That prospect faded after Hearn and Antell interviewed him for their documentary "From the Shadows." The film chronicles parents who have been cut off from their children living in Japan by the country’s family court system, which does not recognize foreign custody orders and favors sole-custody divorce customs that typically grant guardianship to mothers.

Johns said that after the filmmakers interviewed him and he connected with others facing similar custody issues in Japan, it became clear he was powerless.

"That’s when it hit me," said Johns, who met his wife in 1999 while stationed at Yokosuka Naval Base, Japan. The realization was like "a slow poison drip."

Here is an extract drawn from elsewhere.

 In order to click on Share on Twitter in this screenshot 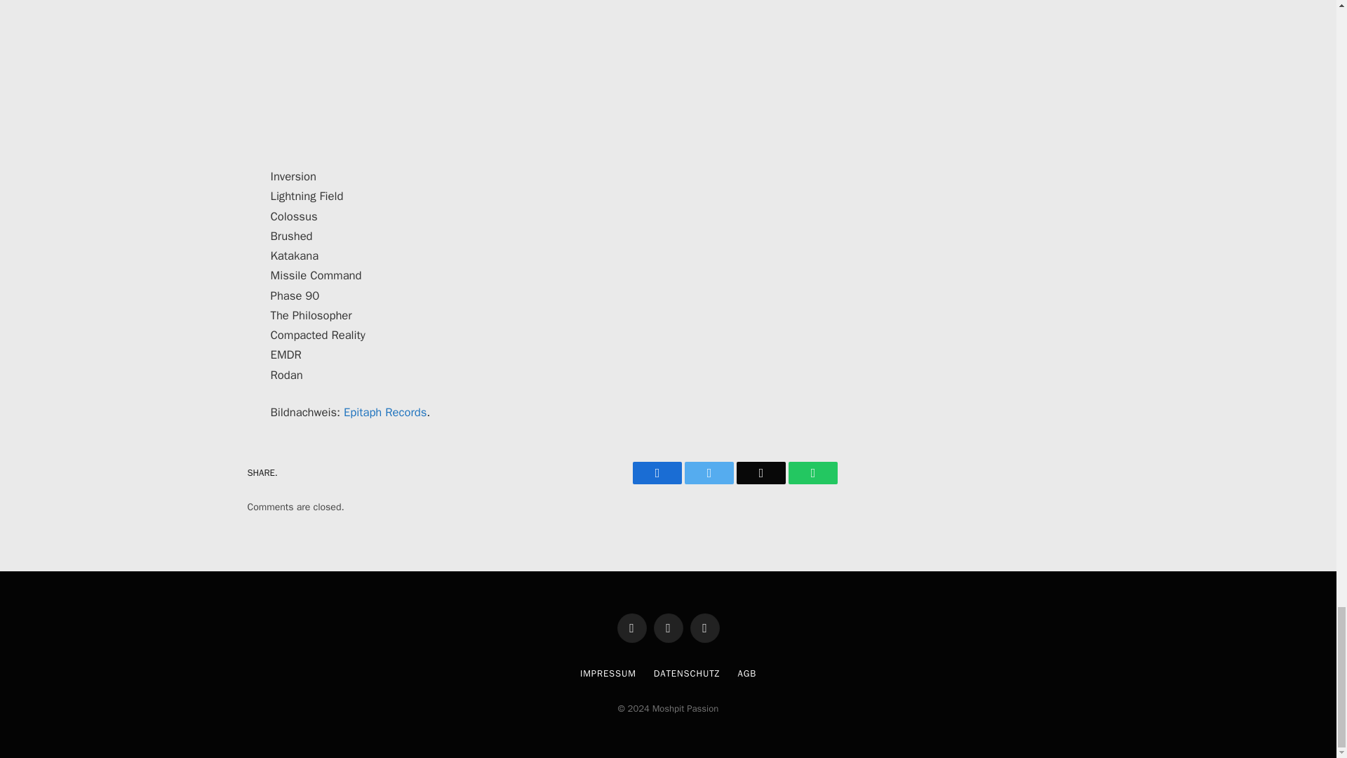, I will do `click(709, 473)`.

Johns is one of about 25 left-behind parents whom Hearn and Antell interviewed. The documentary also chronicles Japanese parents fighting to change family law in Japan, which is equally dysfunctional in domestic and foreign cases.

"There’s a growing number of Japanese unhappy with the system," Antell said. "I don’t think it represents the modern view of marriage now."

The arrest last month of Tennessee resident Christopher Savoie by Japanese police catapulted the issue into the mainstream media. After spending 18 days in jail, Savoie, who was charged with abducting his two children after his Japanese ex-wife allegedly took them from their U.S. home to Japan, was released Thursday.

"From the Shadows" could end on a dramatic note depending on how the Savoie story plays out in Japanese courts over the next few weeks. The film wraps in December and will then be submitted to film festivals.

Either way, Hearn, who lives in Tokyo, and Antell, a Los Angeles resident, are counting on the wave of recent media attention to help generate interest in the film, which they began making in 2006.

The news coverage "proves we’ve chosen well and that there’s good reason to be making this," he said.